India was over the moon about landing on the Moon. And it was also the moment when a few hundred avowedly nerdy looking scientists at the mission control centre at Sriharikota became the darlings of over a billion proud Indians around the world.
For once these Indians' adulation was not directed at a galaxy of cinema or sports superstars with their expensively maintained, sleek faces and bodies but at rows of exceedingly ordinary looking men and women, made extraordinary by the dint of their achievement: creating a totally indigenous mooncraft (Chandrayaan) that made a perfect landing on the Moon's south pole, a feat that no other nation has pulled off.
Geek is good, to misquote Wall Street's Gordon Gekko.

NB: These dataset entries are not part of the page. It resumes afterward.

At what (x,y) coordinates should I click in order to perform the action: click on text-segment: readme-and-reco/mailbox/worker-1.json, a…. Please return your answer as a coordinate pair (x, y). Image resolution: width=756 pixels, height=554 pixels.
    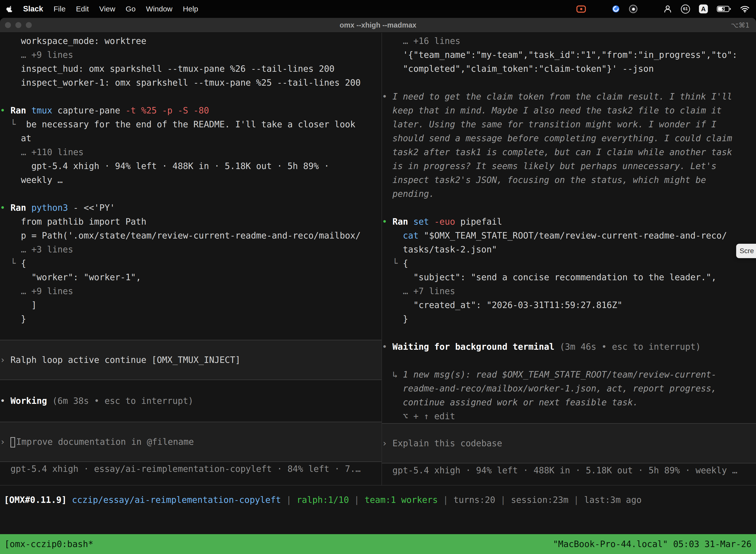
    Looking at the image, I should click on (560, 388).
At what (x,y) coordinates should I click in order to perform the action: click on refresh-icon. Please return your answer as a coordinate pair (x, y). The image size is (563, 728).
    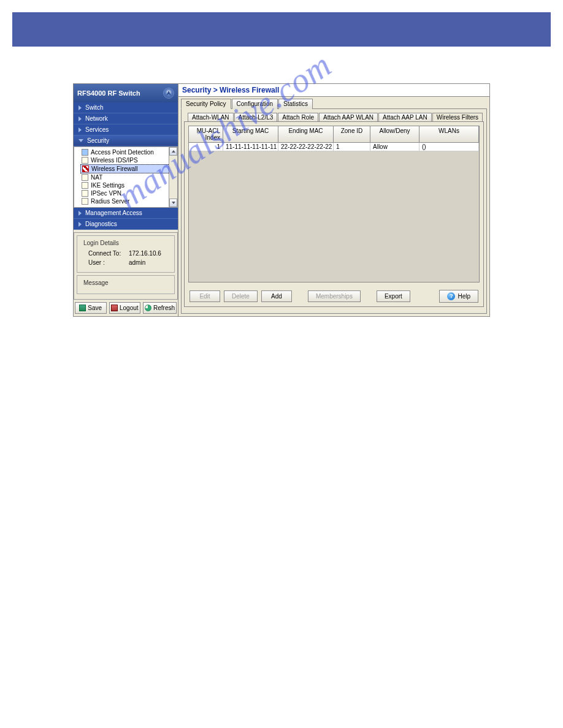
    Looking at the image, I should click on (148, 308).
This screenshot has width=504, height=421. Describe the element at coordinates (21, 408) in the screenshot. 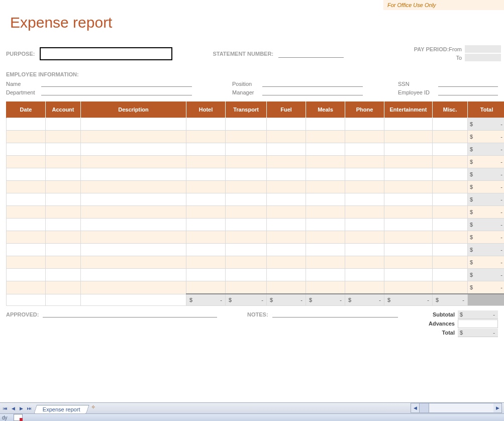

I see `tab-next-icon: ▶` at that location.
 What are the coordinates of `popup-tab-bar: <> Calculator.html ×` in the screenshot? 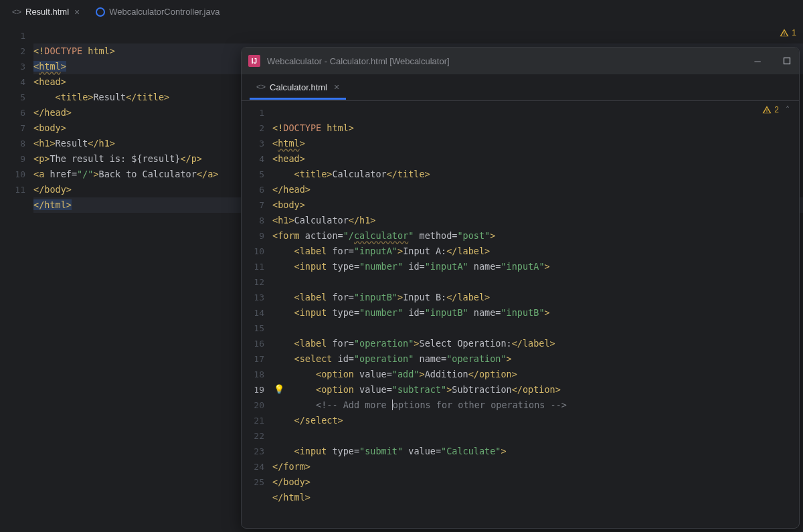 It's located at (521, 88).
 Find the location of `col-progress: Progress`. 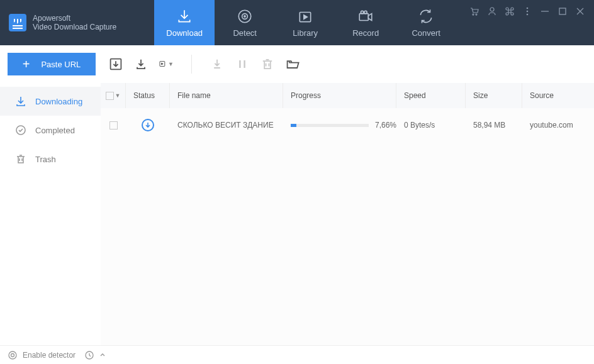

col-progress: Progress is located at coordinates (340, 96).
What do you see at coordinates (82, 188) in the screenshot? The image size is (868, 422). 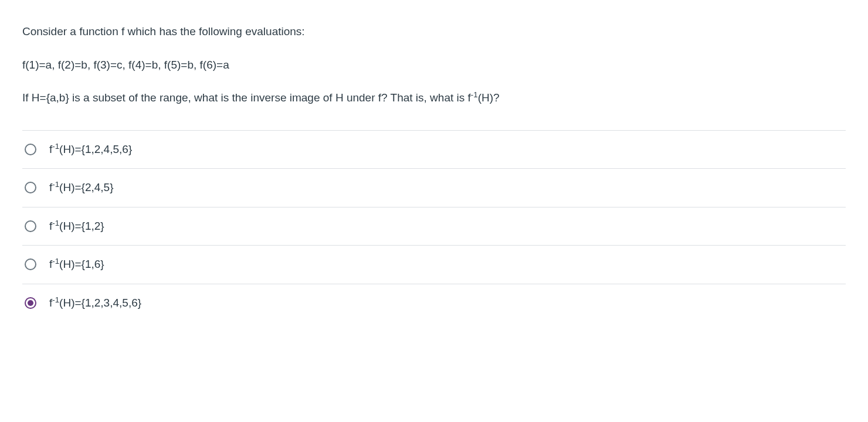 I see `answer-label: f-1(H)={2,4,5}` at bounding box center [82, 188].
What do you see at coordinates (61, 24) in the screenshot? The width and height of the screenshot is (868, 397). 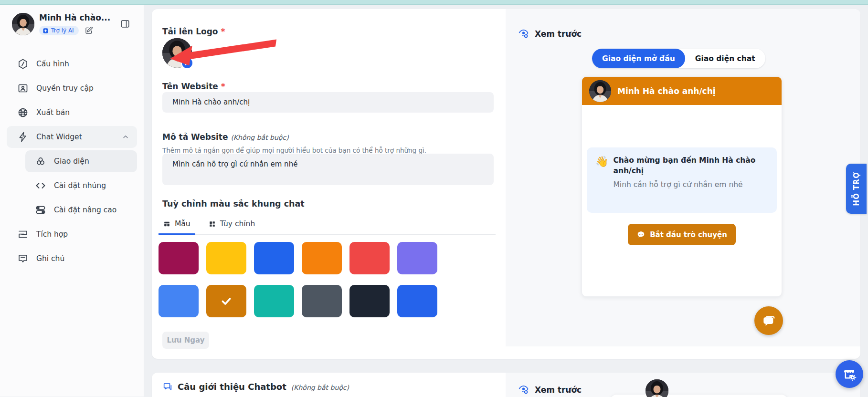 I see `workspace-header: Minh Hà chào... Trợ lý AI` at bounding box center [61, 24].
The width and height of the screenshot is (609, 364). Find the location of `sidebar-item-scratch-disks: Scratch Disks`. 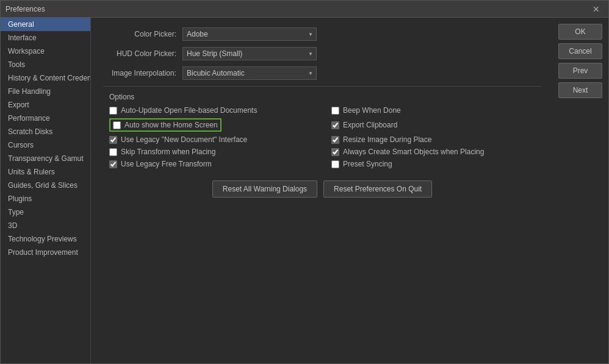

sidebar-item-scratch-disks: Scratch Disks is located at coordinates (45, 132).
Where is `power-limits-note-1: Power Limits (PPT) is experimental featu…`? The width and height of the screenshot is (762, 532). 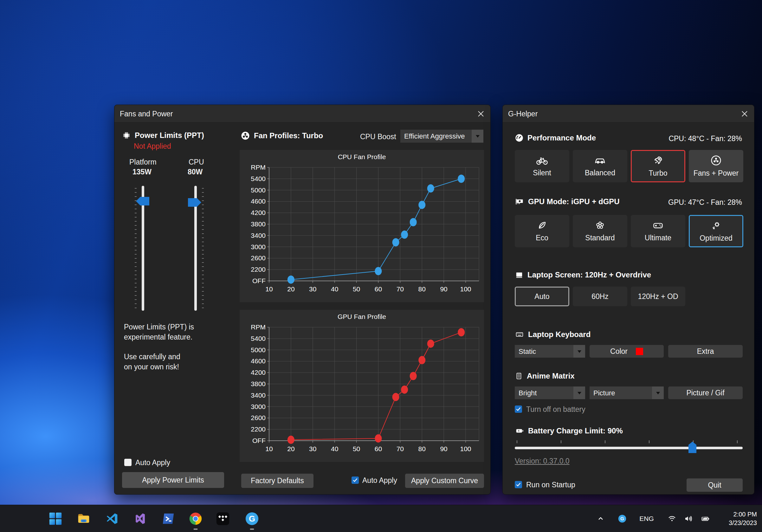 power-limits-note-1: Power Limits (PPT) is experimental featu… is located at coordinates (159, 332).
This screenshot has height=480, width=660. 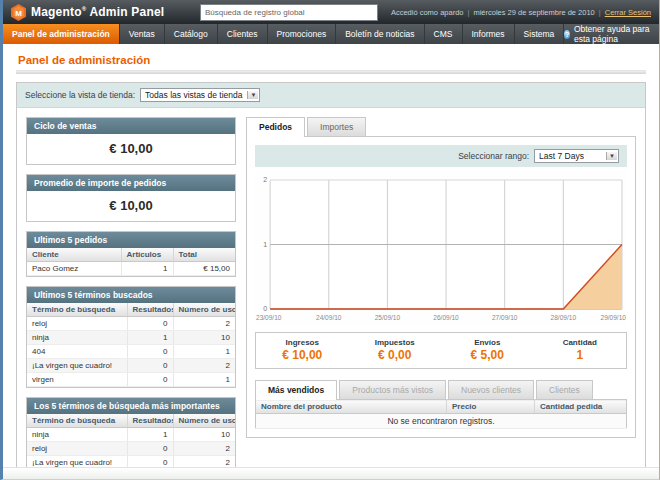 I want to click on nav-item-clientes: Clientes, so click(x=243, y=34).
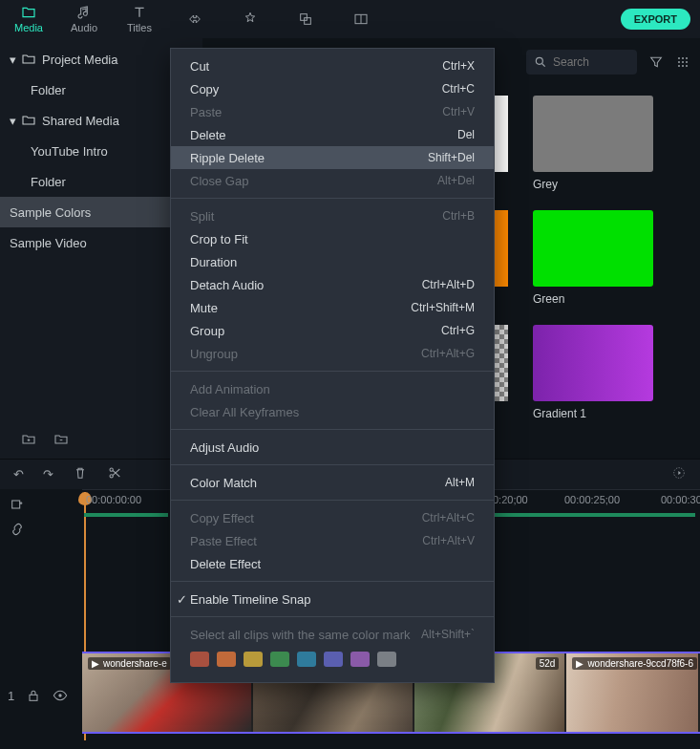 The width and height of the screenshot is (700, 749). What do you see at coordinates (548, 663) in the screenshot?
I see `clip-label: 52d` at bounding box center [548, 663].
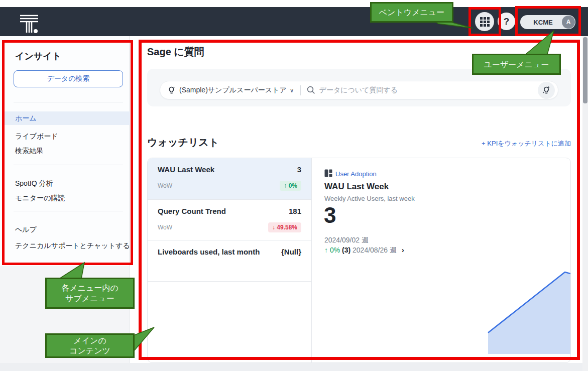 The image size is (588, 371). Describe the element at coordinates (67, 137) in the screenshot. I see `sidebar-item-liveboards: ライブボード` at that location.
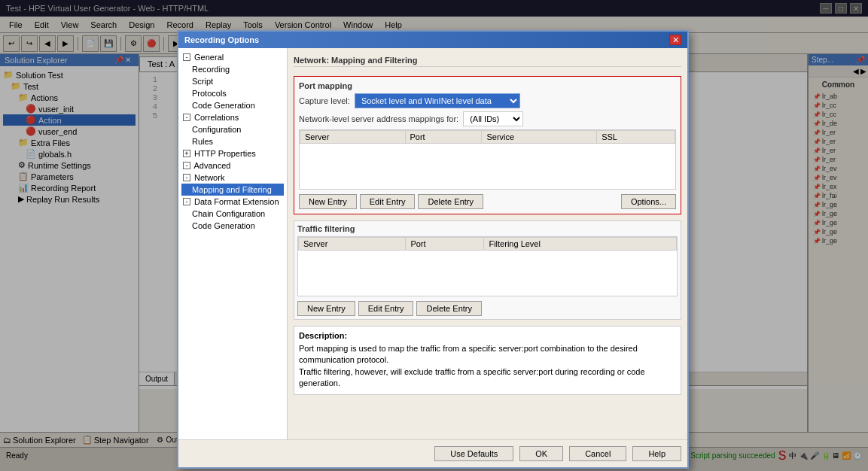 The width and height of the screenshot is (868, 471). Describe the element at coordinates (69, 75) in the screenshot. I see `tree-item-solution: 📁 Solution Test` at that location.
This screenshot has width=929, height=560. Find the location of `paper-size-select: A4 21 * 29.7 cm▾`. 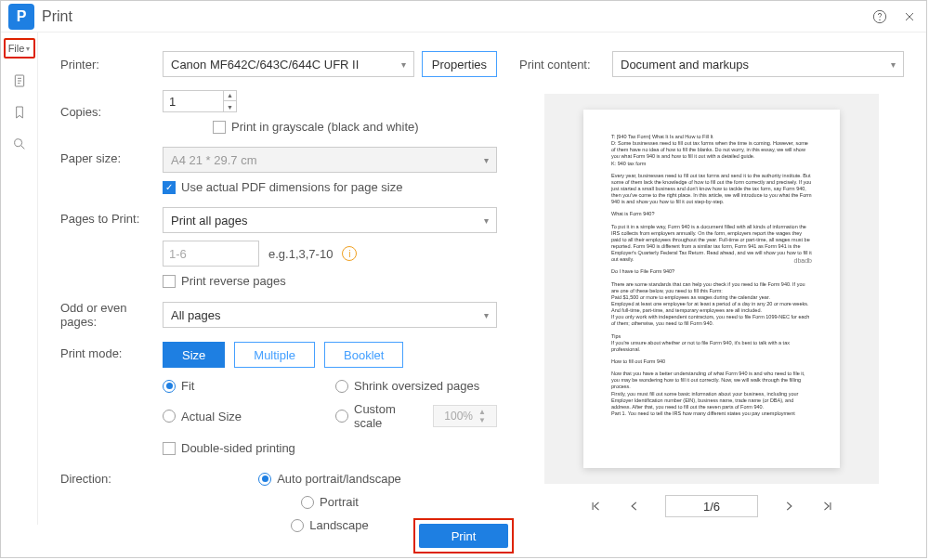

paper-size-select: A4 21 * 29.7 cm▾ is located at coordinates (330, 160).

India has been gradually getting used to its nerdy international image, immortalised in US cinema and cartoons, and realistically represented by the Sundar Pichais and Satya Nadellas of the US-centred tech world. Scientists, however, have lagged behind somewhat in the geeky glamour stakes, although space is one sector that should have comparable lure as humans down the ages have always been fascinated by the mysteries of the universe.
Although placing a silver-locked, veena-playing rocket scientist in Rashtrapati Bhavan back in 2002 did bring that profession into the national limelight, with no high profile 'names' and million dollar salaries to focus on thereafter, a stellar event was needed to draw public attention back to this low-key cohort.